Saturday

127 Great Depression Vol.2 - Where've Ya Been?

Religious lunatics all have certain qualities in common: they drive you insane, irritate you, make you hate them, want to wipe them off the face of the earth, strangle them, persecute them, exterminate them...

But the deadliest of all their qualities is that sometimes they just happen to be so painfully right about some of their predictions.

When the Jewish prophet Jeremiah predicted that his country was going to be conquered by the Babylonians, his distinguished colleagues dared to differ by the hundreds. So vehemently in fact, that they threw him in some hole in the ground. But it was shortly thereafter that Jeremiah was pulled out of the hole on behalf of the Babylonians who had conquered Judea regardless of contrary predictions of peace and prosperity made by hundreds of false, though respected, prophets.

Three days before His crucifixion, Jesus announced - when His disciples marveled at the architectural structure of the Jewish temple in Jerusalem - that it was going to be destroyed. In fact, that not one stone was going to be left upon the other.

The Jews - as usual - dared to differ, and continued to rebel against Rome until Jerusalem was besieged in 70.A.D., precisely 40 years after Jesus' prediction. When the citizens of Jerusalem barricaded themselves inside the temple, the Romans set fire to it, causing the gold in the temple to melt. In order to get a hold of it, the Romans virtually pulled every brick off another.

No wonder Jesus still doesn't have many friends in the Mideast - regardless of how much money Christians keep pouring into it. (After all, they want to be on good terms with the "chosen people." Except that they missed some details about why Jesus had to die in the first place.)

The truth simply isn't very popular. Nor were the predictions made by David Berg in the 70s about impending doom and destruction for America, whom he identified with "Babylon, the Great Whore" in the Book of Revelation, chapters 17 and 18, whose riches - so says the Bible - would come to naught within one hour.

Most American Christians like to interpret those chapters differently, just like they do the rest of the Bible, and the culprit "Babylon," in their version, is the city of Rome, the capital of poor old Italy in Europe... But that's another story I'm not going to get off on again.

Mr. Berg (also known as "Moses David" during the 70s), also predicted that an economic crash would precede the apocalyptic destruction the Bible heralded, an economic crisis, similar to the Great Depression of the 1930s, only much worse, which would usher in a New World Order, eventually spear headed by the notorious Antichrist, who would solve the World's financial woes by a new cashless monetary system, in which cash would be replaced by a "mark," - a computer chip or digital imprint - in each world citizen's head or forehead, as also predicted by St. John the Revelator.

While it yet remains to be told whether our current crisis is indeed that dreaded one which is to usher in the End of the World as we know it, the number of those who draw the connection between now and the Great Depression increases daily, and not just among religious freaks.

And whether it will result in the introduction of the Antichrist and his "mark of the Beast" also remains to be seen, but what we have got already is Henry Kissinger telling the American public on television that Barrack Obama would be the man to seize the golden opportunity within that crisis, to sell the world the New World Order.

I have stated before why I don't believe that the Antichrist will be American, and I, like everyone else, would hope like everyone else, that we all still live many happy years in a prosperous world. IF I hadn't seen what excessive prosperity and ease can do to people...

I also wouldn't want to come across as some wise guy who rejoices in the plight and ill fate of others just so he can say "Told you so." But I also know from experience and the things we never learn from history, that time will do the talkin' about who were the "lunatics" and who were the false prophets.

It took the Great Depression about 5 years until it finally hit the last wealthy family in Suburbia. Years that gave rise to a man in whom many see the epitome of Antichrist.

Mrs. Angela Merkel recently said that "the worst is already over." I will be as bold to label her one of the false prophets of our time.
(After all, no leader of government could ever earn my respect by hauling away a 15 year old from her home with 16 cops for being home-schooled.)

I will be so bold as to proclaim that if you think Hitler and the Great Depression were bad, you ain't seen nuthin' yet.

I hate to be another party-pooper and religious lunatic. Of course, I'd much prefer to be popular, like everyone else does. I'd love to close my eyes to any impending evil and say, "Hey, but we don't deserve this! We've all been good boys and girls." I would, if I'd stand a chance in a million that my face would not turn tomato red and my nose wouldn't sprout twigs and leaves like Pinocchio's, after saying so.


**Exercise directions**
Scan the material and copy every line in which "plot" appears.

(Raw data begins)

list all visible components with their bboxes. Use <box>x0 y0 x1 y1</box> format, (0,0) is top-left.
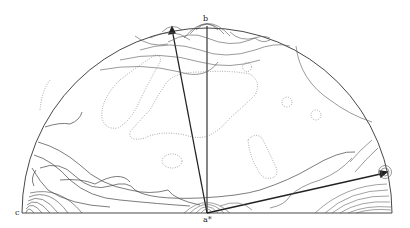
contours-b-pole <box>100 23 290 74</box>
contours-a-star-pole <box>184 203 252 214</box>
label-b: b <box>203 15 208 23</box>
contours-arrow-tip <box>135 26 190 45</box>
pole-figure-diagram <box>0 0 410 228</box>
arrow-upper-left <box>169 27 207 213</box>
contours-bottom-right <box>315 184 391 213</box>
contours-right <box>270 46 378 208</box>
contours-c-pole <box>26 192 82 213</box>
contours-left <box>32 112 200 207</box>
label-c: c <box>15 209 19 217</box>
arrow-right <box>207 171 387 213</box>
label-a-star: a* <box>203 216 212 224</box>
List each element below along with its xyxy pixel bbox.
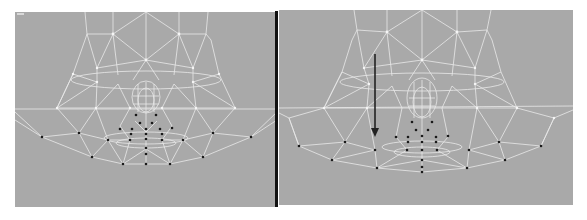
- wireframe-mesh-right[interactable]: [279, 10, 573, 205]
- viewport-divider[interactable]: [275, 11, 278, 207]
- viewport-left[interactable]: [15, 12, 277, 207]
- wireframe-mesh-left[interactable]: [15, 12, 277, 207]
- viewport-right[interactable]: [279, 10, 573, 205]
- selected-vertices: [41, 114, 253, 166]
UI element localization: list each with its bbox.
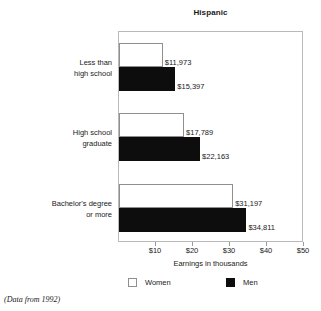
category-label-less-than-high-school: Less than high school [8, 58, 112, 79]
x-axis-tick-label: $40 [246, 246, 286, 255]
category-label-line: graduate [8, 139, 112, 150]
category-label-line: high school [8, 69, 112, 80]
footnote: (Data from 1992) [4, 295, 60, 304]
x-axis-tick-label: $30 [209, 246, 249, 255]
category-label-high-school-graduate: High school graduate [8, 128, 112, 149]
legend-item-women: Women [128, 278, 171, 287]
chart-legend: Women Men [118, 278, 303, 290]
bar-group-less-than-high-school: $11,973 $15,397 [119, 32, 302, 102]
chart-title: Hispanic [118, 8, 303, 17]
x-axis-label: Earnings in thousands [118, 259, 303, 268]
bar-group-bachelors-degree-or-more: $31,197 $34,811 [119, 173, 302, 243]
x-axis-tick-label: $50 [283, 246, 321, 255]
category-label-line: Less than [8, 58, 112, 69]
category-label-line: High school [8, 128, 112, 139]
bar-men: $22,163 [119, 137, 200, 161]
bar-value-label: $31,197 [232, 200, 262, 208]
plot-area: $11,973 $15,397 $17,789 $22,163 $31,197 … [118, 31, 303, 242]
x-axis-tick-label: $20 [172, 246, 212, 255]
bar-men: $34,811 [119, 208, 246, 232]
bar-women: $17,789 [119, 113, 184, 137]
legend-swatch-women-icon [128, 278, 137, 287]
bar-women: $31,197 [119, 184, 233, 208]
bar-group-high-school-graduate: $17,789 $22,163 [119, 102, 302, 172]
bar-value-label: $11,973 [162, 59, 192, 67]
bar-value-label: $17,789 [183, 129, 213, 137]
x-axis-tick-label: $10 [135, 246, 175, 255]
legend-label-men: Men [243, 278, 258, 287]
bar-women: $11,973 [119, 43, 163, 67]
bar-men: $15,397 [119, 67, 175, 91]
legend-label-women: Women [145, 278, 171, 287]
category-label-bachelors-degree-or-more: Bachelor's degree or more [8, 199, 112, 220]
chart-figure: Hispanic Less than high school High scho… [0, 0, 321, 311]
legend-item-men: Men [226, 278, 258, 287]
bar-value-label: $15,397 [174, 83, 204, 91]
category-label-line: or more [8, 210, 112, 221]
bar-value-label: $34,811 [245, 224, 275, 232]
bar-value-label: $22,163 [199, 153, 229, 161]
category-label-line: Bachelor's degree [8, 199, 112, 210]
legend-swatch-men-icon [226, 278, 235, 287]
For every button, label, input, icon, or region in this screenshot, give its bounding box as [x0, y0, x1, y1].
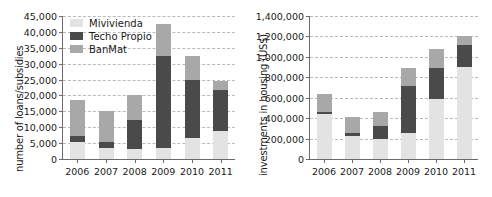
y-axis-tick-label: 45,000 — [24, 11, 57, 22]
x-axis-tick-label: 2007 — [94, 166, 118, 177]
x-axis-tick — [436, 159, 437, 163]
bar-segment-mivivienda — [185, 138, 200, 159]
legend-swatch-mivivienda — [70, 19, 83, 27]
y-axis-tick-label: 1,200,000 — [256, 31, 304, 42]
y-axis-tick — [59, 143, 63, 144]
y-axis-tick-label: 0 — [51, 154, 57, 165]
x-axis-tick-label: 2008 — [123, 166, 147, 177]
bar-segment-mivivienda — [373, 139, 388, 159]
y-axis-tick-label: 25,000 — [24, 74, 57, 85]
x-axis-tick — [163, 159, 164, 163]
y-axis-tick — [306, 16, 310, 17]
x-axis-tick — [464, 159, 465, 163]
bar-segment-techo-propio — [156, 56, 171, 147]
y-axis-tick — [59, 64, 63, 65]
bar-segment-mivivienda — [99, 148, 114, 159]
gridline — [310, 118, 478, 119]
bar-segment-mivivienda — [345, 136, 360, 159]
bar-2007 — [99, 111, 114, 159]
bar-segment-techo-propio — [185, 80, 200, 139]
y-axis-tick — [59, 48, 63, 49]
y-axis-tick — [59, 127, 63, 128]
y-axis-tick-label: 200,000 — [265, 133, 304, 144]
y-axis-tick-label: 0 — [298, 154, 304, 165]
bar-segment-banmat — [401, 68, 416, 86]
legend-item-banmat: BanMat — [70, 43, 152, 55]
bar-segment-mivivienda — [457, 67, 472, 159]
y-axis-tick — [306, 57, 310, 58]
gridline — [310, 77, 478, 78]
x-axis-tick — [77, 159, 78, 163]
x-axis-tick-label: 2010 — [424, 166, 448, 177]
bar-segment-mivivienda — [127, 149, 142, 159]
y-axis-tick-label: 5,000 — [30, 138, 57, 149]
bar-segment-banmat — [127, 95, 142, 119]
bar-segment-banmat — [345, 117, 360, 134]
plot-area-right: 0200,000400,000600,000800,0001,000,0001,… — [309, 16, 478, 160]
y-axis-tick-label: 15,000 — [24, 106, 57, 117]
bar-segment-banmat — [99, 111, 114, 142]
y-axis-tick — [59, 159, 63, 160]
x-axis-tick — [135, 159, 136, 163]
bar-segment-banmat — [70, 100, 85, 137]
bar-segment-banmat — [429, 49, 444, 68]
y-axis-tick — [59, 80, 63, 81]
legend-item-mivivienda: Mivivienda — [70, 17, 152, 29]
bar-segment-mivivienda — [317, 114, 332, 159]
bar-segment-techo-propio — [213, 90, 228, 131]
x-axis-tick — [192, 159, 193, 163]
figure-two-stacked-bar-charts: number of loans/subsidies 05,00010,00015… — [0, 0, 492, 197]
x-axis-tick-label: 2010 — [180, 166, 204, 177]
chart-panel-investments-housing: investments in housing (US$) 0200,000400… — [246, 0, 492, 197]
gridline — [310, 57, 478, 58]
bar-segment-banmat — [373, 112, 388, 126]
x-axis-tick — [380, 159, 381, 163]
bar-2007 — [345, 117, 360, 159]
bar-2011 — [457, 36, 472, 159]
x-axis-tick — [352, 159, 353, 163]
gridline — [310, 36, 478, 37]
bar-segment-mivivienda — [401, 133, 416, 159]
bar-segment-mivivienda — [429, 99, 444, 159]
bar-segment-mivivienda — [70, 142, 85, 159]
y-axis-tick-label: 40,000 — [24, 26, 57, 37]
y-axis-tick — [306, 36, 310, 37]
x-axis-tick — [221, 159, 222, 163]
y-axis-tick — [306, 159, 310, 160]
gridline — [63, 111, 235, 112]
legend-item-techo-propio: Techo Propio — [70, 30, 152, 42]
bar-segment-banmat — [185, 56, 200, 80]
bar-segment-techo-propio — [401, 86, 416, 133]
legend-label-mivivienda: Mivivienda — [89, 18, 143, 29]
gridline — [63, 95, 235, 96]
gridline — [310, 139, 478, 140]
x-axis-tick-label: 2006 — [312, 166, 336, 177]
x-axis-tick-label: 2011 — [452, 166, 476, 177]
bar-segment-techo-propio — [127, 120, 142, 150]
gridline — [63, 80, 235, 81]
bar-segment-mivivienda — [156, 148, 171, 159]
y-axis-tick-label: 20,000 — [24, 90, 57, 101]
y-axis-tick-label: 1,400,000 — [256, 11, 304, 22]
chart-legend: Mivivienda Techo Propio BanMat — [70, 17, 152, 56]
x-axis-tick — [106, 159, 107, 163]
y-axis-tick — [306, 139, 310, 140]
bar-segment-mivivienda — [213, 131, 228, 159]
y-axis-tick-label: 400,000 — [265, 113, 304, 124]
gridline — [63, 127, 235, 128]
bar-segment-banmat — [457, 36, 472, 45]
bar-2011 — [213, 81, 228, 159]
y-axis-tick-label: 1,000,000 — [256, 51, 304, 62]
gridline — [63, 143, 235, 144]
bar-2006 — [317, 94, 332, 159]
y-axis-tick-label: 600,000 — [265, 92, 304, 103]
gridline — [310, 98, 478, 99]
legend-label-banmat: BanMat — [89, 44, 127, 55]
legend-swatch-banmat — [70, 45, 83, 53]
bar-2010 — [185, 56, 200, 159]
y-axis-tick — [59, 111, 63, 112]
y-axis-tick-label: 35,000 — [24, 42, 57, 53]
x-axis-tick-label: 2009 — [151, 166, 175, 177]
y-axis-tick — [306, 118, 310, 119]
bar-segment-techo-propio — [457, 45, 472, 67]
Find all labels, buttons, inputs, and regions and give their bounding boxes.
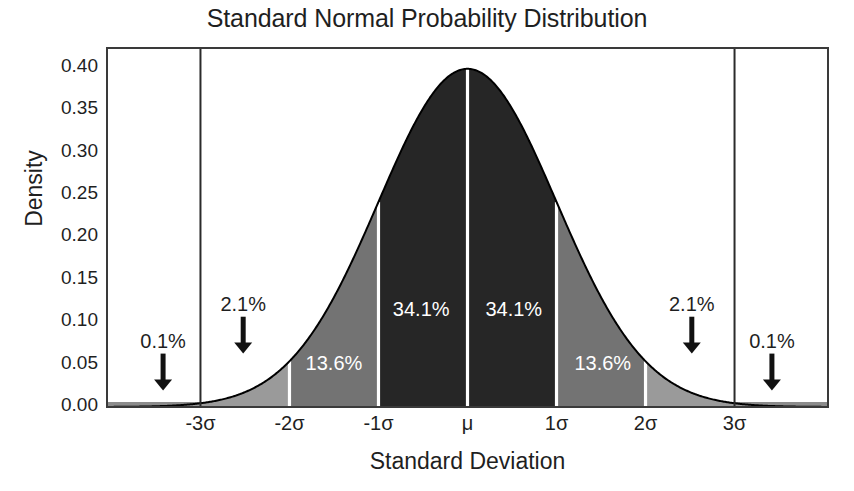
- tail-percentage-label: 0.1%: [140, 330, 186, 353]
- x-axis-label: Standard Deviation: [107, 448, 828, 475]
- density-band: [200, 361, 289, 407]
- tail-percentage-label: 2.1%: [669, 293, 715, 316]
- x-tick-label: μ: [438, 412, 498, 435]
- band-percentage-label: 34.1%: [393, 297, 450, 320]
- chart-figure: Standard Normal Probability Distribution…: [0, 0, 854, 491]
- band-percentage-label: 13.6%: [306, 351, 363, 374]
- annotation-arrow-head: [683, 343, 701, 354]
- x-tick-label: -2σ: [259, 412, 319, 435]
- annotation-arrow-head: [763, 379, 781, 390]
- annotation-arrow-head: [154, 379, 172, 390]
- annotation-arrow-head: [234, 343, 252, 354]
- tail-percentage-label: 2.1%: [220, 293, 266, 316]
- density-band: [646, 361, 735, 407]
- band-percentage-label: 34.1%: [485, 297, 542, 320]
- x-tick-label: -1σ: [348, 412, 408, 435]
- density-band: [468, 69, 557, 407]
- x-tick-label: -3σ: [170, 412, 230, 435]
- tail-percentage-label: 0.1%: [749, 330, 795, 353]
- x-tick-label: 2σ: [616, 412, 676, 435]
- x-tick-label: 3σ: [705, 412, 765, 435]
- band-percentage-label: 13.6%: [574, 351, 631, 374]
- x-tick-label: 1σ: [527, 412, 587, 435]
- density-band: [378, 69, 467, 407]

(Raw data ends)

**Written answer**
plot-area: $11,973 $15,397 $17,789 $22,163 $31,197 … [118, 31, 303, 242]
plot-area-right: 0200,000400,000600,000800,0001,000,0001,… — [309, 16, 478, 160]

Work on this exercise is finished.